I found strand sort very appealing to sort singly linked lists in constant space, because it is much faster than for example insertion sort.
I see why it is O(n)
in the best case (the list is already sorted) and O(n^2)
in the worst case (the list is reversely sorted). But why O(n sqrt n)
in the average case? If algorithm is not based on bisection and has polynomial best-case and worst-case performance, is the average case just O(n^m)
, where m
is arithmetic mean of best-case's and worst-case's exponents (m = (1 + 2) / 2 = 3/2
, O(n sqrt n) = O(n^(3/2))
)?
If the inversion count is O(n), then the time complexity of insertion sort is O(n). In worst case, there can be n*(n-1)/2 inversions. The worst case occurs when the array is sorted in reverse order. So the worst case time complexity of insertion sort is O(n2).

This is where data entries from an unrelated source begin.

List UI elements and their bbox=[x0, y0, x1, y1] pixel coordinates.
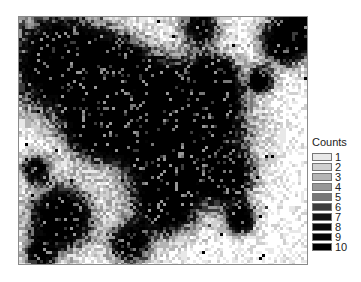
legend-swatch bbox=[312, 163, 332, 171]
legend-swatch bbox=[312, 173, 332, 181]
legend-swatch bbox=[312, 193, 332, 201]
legend-item: 10 bbox=[312, 242, 361, 252]
legend-swatch bbox=[312, 233, 332, 241]
hexbin-density-canvas bbox=[19, 17, 308, 265]
counts-legend: Counts 1 2 3 4 5 6 7 8 9 10 bbox=[312, 136, 361, 252]
legend-swatch bbox=[312, 223, 332, 231]
legend-rows: 1 2 3 4 5 6 7 8 9 10 bbox=[312, 152, 361, 252]
legend-swatch bbox=[312, 203, 332, 211]
legend-swatch bbox=[312, 243, 332, 251]
legend-title: Counts bbox=[312, 136, 361, 149]
legend-swatch bbox=[312, 213, 332, 221]
heatmap-plot-area bbox=[18, 16, 308, 265]
legend-swatch bbox=[312, 153, 332, 161]
legend-swatch bbox=[312, 183, 332, 191]
legend-label: 10 bbox=[335, 242, 347, 252]
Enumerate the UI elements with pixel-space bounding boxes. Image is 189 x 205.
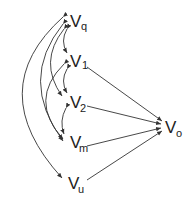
node-v1: V 1 — [70, 52, 88, 71]
node-vo: V o — [165, 118, 182, 139]
path-diagram: V q V 1 V 2 V m V u V o — [0, 0, 189, 205]
node-vm: V m — [70, 133, 88, 154]
correlation-arcs — [22, 17, 67, 178]
edges-to-vo — [87, 67, 162, 180]
node-vq: V q — [70, 12, 87, 32]
arc-vq-vm — [41, 24, 64, 141]
arc-v1-vm — [46, 64, 64, 139]
arc-v2-vm — [62, 108, 66, 134]
svg-text:V: V — [70, 52, 82, 71]
node-v2: V 2 — [70, 93, 86, 114]
svg-text:u: u — [78, 183, 84, 195]
arc-vq-v1 — [64, 29, 68, 53]
edge-v1-vo — [87, 67, 162, 121]
edge-vm-vo — [87, 128, 161, 146]
arc-v1-v2 — [64, 69, 68, 93]
svg-text:2: 2 — [80, 102, 86, 114]
svg-text:1: 1 — [82, 59, 88, 71]
edge-vu-vo — [87, 131, 162, 180]
svg-text:m: m — [79, 142, 88, 154]
edge-v2-vo — [87, 106, 161, 124]
node-vu: V u — [68, 174, 84, 195]
svg-text:o: o — [176, 127, 182, 139]
svg-text:q: q — [81, 20, 87, 32]
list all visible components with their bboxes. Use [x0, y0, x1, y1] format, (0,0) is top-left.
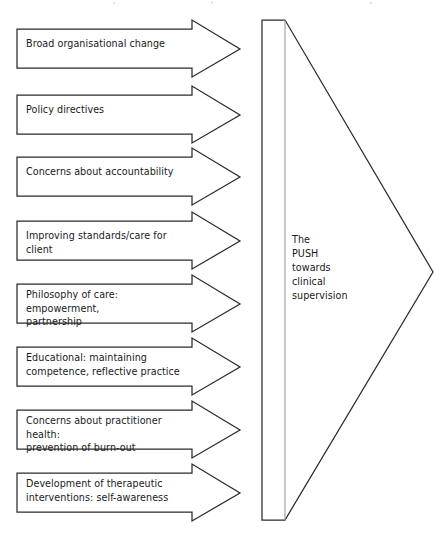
driver-arrow-3[interactable] — [17, 148, 240, 205]
diagram-canvas — [0, 0, 447, 536]
driver-arrow-4[interactable] — [17, 212, 240, 269]
driver-arrow-2[interactable] — [17, 86, 240, 143]
driver-arrow-1[interactable] — [17, 20, 240, 77]
scan-artifact — [113, 2, 115, 4]
driver-arrow-5[interactable] — [17, 275, 240, 332]
driver-arrow-6[interactable] — [17, 338, 240, 395]
push-towards-clinical-supervision-diagram: Broad organisational change Policy direc… — [0, 0, 447, 536]
driver-arrow-8[interactable] — [17, 464, 240, 521]
scan-artifact — [370, 2, 372, 4]
driver-arrow-7[interactable] — [17, 401, 240, 458]
push-wedge-label: The PUSH towards clinical supervision — [292, 233, 348, 303]
scan-artifact — [211, 1, 213, 4]
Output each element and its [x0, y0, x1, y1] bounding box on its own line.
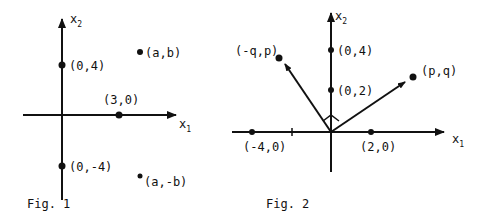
fig2-label-p-q: (p,q)	[421, 64, 457, 78]
figure-2: x2 x1 (0,4) (0,2) (2,0) (-4,0) (p,q) (-q…	[232, 9, 464, 211]
figure-1: x2 x1 (0,4) (3,0) (0,-4) (a,b) (a,-b) Fi…	[23, 12, 191, 211]
fig1-point-3-0	[116, 112, 123, 119]
fig1-point-0-neg4	[59, 163, 66, 170]
fig2-label-0-2: (0,2)	[337, 84, 373, 98]
fig1-label-a-negb: (a,-b)	[144, 175, 187, 189]
fig1-point-a-b	[137, 49, 143, 55]
fig2-label-neg4-0: (-4,0)	[243, 140, 286, 154]
fig2-label-2-0: (2,0)	[360, 140, 396, 154]
fig2-x1-label: x1	[452, 132, 464, 149]
fig1-x2-label: x2	[70, 12, 82, 29]
fig1-point-0-4	[59, 62, 66, 69]
fig2-caption: Fig. 2	[266, 197, 309, 211]
fig1-x1-label: x1	[179, 117, 191, 134]
fig2-point-p-q	[410, 74, 417, 81]
fig2-point-0-2	[328, 87, 334, 93]
fig2-point-2-0	[368, 129, 374, 135]
fig2-x2-label: x2	[335, 9, 347, 26]
fig1-point-a-negb	[138, 174, 143, 179]
fig2-label-0-4: (0,4)	[337, 44, 373, 58]
fig1-label-0-4: (0,4)	[69, 59, 105, 73]
fig1-label-a-b: (a,b)	[145, 46, 181, 60]
fig2-label-negq-p: (-q,p)	[235, 44, 278, 58]
figures-canvas: x2 x1 (0,4) (3,0) (0,-4) (a,b) (a,-b) Fi…	[0, 0, 490, 215]
fig1-label-3-0: (3,0)	[103, 93, 139, 107]
fig1-label-0-neg4: (0,-4)	[69, 160, 112, 174]
fig1-caption: Fig. 1	[27, 197, 70, 211]
fig2-point-0-4	[328, 47, 334, 53]
fig2-point-neg4-0	[249, 129, 255, 135]
fig2-vector-negq-p	[285, 64, 331, 132]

The worst-case (and average-case) complexity of the insertion sort algorithm is O(n²). Meaning that, in the worst case, the time taken to sort a list is proportional to the square of the number of elements in the list. The best-case time complexity of insertion sort algorithm is O(n) time complexity.
As a result its time complexity is O(sqrt(n)) = O(sqrt(2^s)) = O(2^(s/2)) , where s is the size of the input, which is exponential.
Insertion Sort is an easy-to-implement, stable sorting algorithm with time complexity of O(n²) in the average and worst case, and O(n) in the best case.
The original reference to Strand sort is http://groups.google.com/group/fido7.ru.algorithms/msg/26084cdb04008ab3 ... according to that, it is O(n^2). Strand sort was presented as a component of J sort, which it claims is O(n lg n). That the average complexity is O(n^2) makes sense since, in random data, half the strands will be of length 1, and O((n/2)^2) = O(n^2).